For most of us, the experience is positive, as long as the house is still intact and bears some resemblance to what it looked like when we grew up there. Big changes made by other people after we've left usually make us unhappy. And if you show up to find the house has been demolished and replaced with something else, expect to feel devastated.

"There is this need to feel that your childhood still exists in your memory and it's an important part of you," said Burger, a professor emeritus of psychology at Santa Clara University.

But what happens when someone shows up at your house with fond memories of a time before you lived there? You may enjoy hearing stories about your home before it was yours, or you may find the experience unsettling as if someone is trying to lay claim to a place that is rightfully yours.

In 2017, Pippa Biddle was unnerved when she learned that her new boyfriend, Benjamin Davidson, and his family had, by sheer coincidence, once lived in the house across the street from the house where she grew up in Katonah, N.Y., and where her parents still live. It was unsettling because it made clear that her house had a history she was not privy to.

Davidson's family was close friends with the previous owners of the house and had visited it frequently. Davidson's family had moved away by the time the Biddles bought the house in the mid-1990s.

By Christmas 2018, Biddle and Davidson were engaged, and so the Davidson family came to a holiday party at the Biddle family home. "I was really anxious about it before they came," Biddle, now 27, said. "Will they think we messed it up? Because we did change a lot. We put so much love and care into this home over the years, and the idea that someone already knew it and would be disappointed by what we did was a scary thought."

WHOSE HOUSE?

As Biddle and her mother gave the Davidsons a tour of the renovated four-bedroom house, Biddle, a writer, worried about what they would report back to the previous owners. "To have the house framed in that way is very weird, where it goes from 'our house' to 'their old house,'" said Biddle, who now lives in Germantown, N.Y., with Davidson, 28, whom she married in June.

During the party, Davidson gathered on the front porch with his parents and sisters to take family pictures to send to the previous homeowners. Biddle was baffled by their enthusiasm for her house and felt strange as she snapped the family photo that did not include her family. "The idea of someone else caring enough about the house to want a picture on the porch of it, felt slightly strange," she said. "It's mine. I'm greedy."

Of course, the house will always be Biddle's childhood home. But it was someone else's, too. The collision of the two worlds made clear that her life there was but one chapter in the life of the house.

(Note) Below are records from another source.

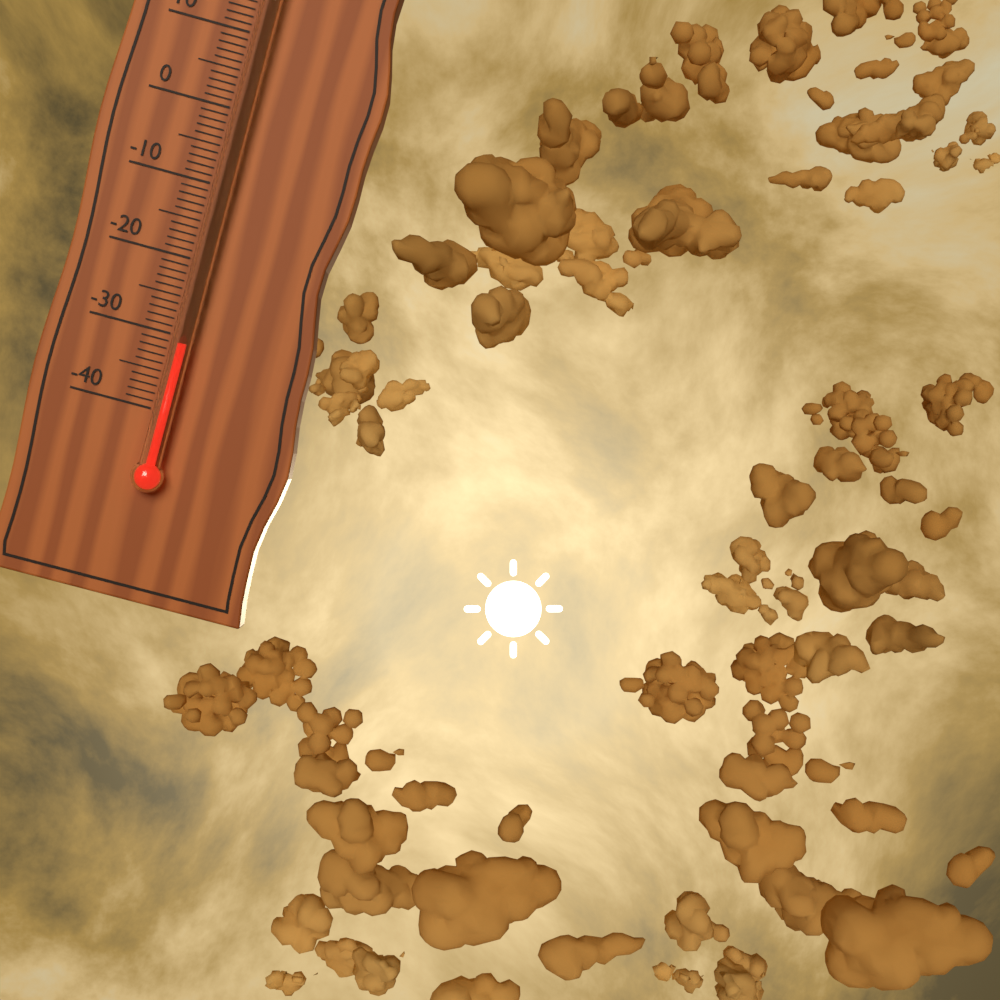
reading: -31 °C
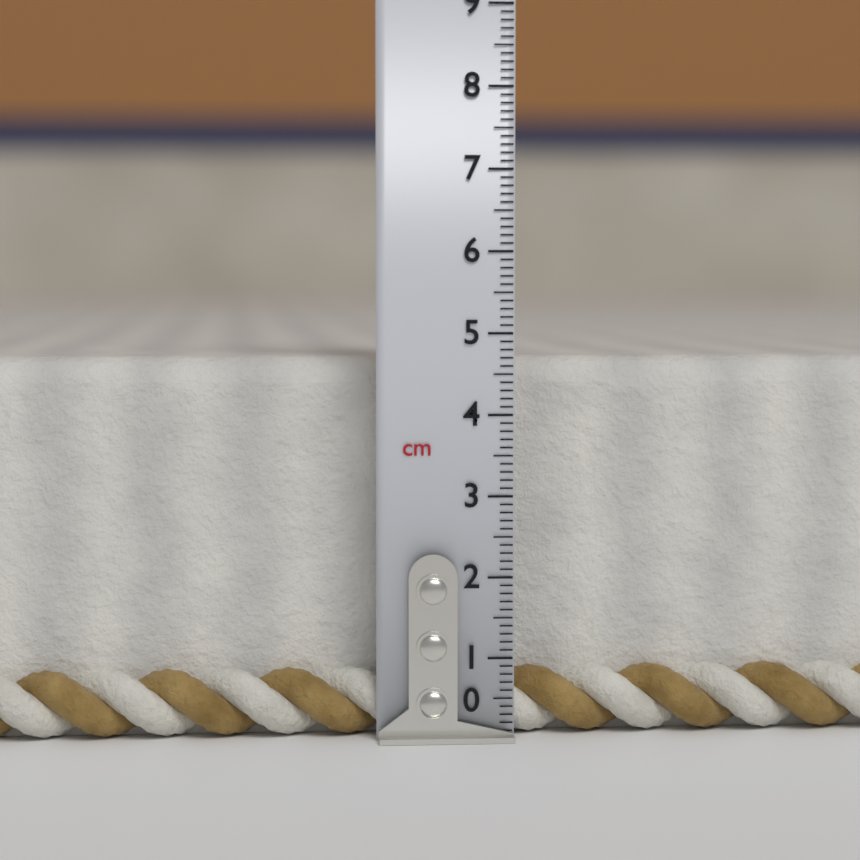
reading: 4.7 cm
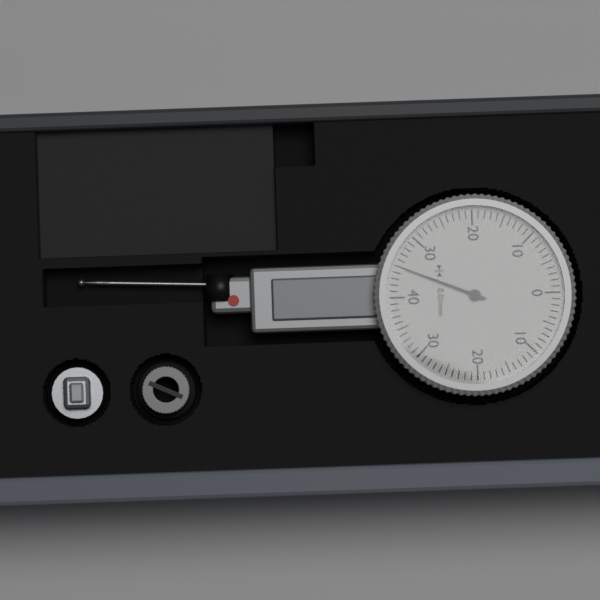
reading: 0.35 mm
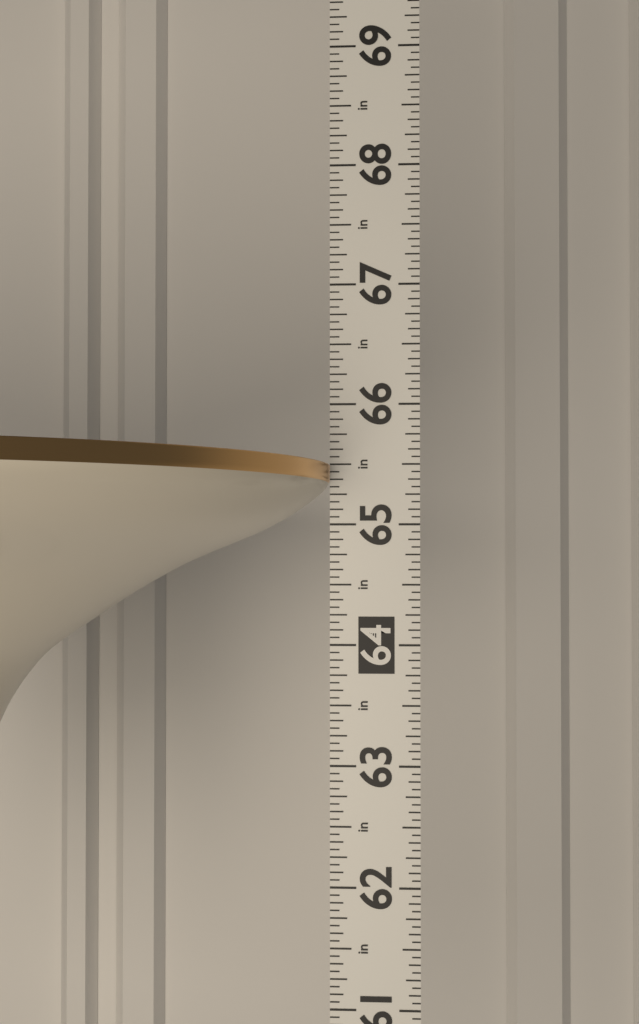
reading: 65.5000 in
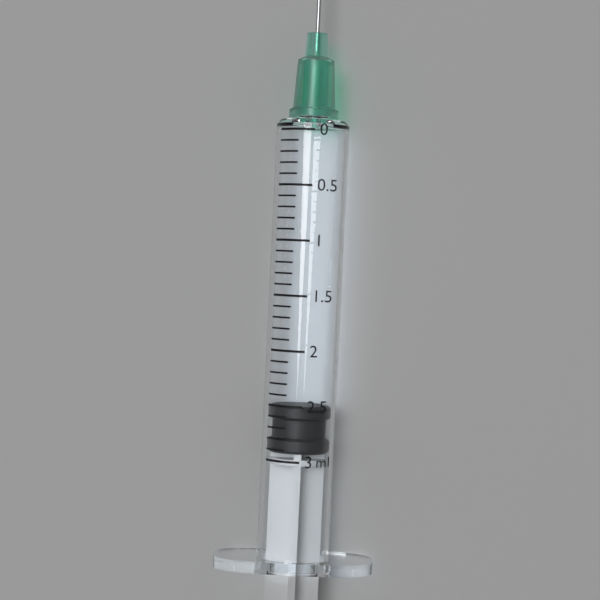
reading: 2.5 ml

In the years since I visited my old home, my childhood memories have remained intact, and separate from those of the house I visited that afternoon. Yes, I remember the new open layout, but that version doesn't compete with my memories of Thanksgivings spent in our cozy dining room, with my mother walking through the swinging door from the kitchen carrying hot serving platters.

Even though I can still vividly remember those Italian tiles in my parent's bathroom, I cannot, for the life of me, remember what that new bathroom even looked like.